What is the difference between `__str__` and `__repr__` in Python, and which should you implement first?
`__repr__` is the developer-facing representation — unambiguous, ideally eval-able back to the object. `__str__` is the user-facing string — readable and concise. When only `__repr__` is defined, Python falls back to it for `str()` as well, so implement `__repr__` first.
How to think about it
What’s really being asked
The interviewer wants to know if you understand that Python separates “show me the object for debugging” from “show me something a user would read.” They also want to see whether you know about the one-way fallback — str() falls back to repr(), but never the other direction.
The two audiences
| Hook | Called by | Audience | Goal |
|---|---|---|---|
__repr__ | repr(), interactive REPL, !r format | Developers | Unambiguous; ideally eval(repr(obj)) == obj |
__str__ | str(), print(), f-strings (no !r) | End users | Readable |
Think of it this way: __repr__ is what you’d want to see in a debugger or error log. __str__ is what you’d display in a UI or a report.
Building both from scratch
A Transaction class is a good example because the two audiences really do want different things. A developer debugging a payment pipeline wants to reconstruct the exact object. A customer reading a confirmation email just wants the readable summary.
The fallback chain
If __str__ is absent, Python calls __repr__. There is no reverse fallback — __repr__ never delegates to __str__. This means:
- Define only
__repr__→ bothstr(obj)andrepr(obj)work, with the same output. - Define only
__str__→repr(obj)falls back to the unhelpful<ClassName object at 0xADDR>.
That’s why the rule is: implement __repr__ first, then add __str__ only when you need a distinct user-facing format.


[Activity]: Search term "axis": copy each line of the records that contains it.

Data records
┄┄┄┄┄┄┄┄┄┄
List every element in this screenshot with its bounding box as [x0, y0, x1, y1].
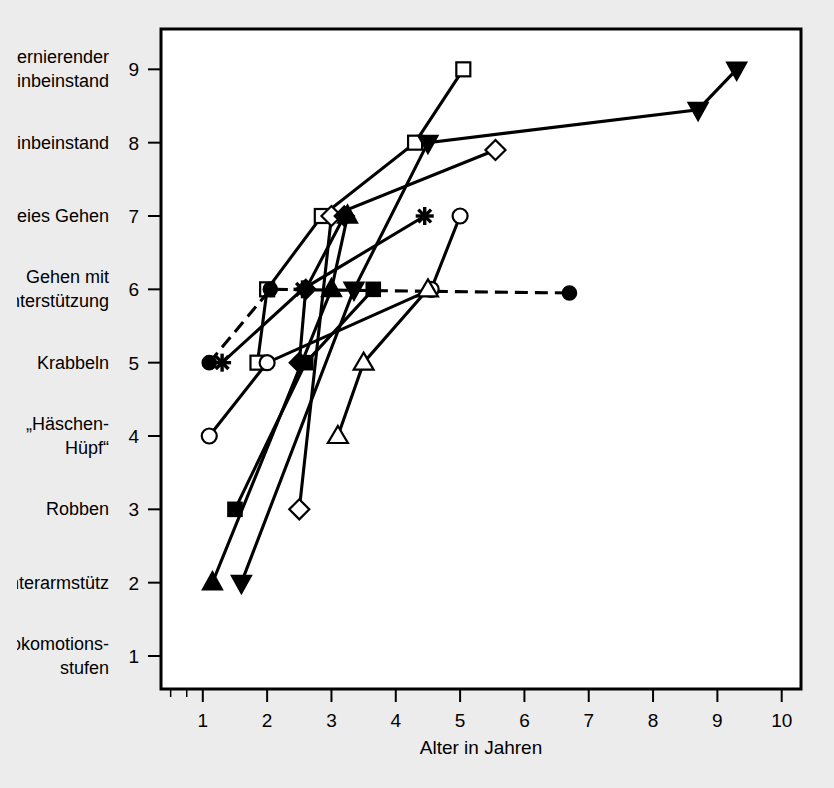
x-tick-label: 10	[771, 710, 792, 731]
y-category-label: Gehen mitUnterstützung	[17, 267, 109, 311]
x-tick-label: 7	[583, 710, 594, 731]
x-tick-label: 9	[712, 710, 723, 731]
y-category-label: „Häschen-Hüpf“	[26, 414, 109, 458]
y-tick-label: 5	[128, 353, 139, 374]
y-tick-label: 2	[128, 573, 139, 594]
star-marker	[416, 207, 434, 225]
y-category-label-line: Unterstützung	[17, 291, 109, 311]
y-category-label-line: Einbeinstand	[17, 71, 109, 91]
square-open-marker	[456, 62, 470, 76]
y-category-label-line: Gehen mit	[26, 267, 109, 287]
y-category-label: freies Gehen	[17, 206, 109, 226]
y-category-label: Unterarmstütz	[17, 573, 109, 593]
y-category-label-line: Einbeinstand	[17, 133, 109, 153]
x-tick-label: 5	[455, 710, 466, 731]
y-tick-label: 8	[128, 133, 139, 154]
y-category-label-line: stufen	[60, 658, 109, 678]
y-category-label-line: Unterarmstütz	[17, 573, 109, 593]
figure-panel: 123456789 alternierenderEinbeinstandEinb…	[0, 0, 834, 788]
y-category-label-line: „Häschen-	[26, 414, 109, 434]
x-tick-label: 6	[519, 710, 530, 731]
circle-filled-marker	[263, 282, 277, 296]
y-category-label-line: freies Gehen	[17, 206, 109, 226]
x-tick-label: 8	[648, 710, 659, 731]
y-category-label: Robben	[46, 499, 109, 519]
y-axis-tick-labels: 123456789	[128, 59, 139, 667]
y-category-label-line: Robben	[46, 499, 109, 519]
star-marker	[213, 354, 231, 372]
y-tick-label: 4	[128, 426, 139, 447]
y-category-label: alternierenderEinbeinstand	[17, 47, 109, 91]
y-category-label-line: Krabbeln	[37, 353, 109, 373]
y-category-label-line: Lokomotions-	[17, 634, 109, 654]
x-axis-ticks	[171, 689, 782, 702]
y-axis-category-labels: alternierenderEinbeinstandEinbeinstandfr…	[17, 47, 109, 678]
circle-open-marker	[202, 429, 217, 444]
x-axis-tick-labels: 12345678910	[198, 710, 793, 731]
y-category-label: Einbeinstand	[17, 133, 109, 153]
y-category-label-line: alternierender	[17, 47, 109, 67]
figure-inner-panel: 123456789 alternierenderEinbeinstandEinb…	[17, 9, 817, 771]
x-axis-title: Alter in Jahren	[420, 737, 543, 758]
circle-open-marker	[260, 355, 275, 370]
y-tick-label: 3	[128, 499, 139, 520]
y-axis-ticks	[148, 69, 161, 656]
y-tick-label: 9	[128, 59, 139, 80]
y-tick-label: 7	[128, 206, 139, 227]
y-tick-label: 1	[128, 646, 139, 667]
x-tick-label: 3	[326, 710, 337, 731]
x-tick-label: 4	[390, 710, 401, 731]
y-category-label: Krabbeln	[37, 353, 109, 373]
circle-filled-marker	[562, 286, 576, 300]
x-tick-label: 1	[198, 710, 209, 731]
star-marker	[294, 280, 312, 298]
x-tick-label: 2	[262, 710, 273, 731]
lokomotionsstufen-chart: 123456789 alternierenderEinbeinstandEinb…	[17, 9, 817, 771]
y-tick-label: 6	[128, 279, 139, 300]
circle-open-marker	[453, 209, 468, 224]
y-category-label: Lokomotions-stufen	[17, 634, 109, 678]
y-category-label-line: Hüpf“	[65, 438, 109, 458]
┄┄┄┄┄┄┄┄┄┄
[Output of the task]:
y-axis-tick-labels: 123456789	[128, 59, 139, 667]
x-axis-ticks	[171, 689, 782, 702]
y-axis-category-labels: alternierenderEinbeinstandEinbeinstandfr…	[17, 47, 109, 678]
x-axis-tick-labels: 12345678910	[198, 710, 793, 731]
x-axis-title: Alter in Jahren	[420, 737, 543, 758]
y-axis-ticks	[148, 69, 161, 656]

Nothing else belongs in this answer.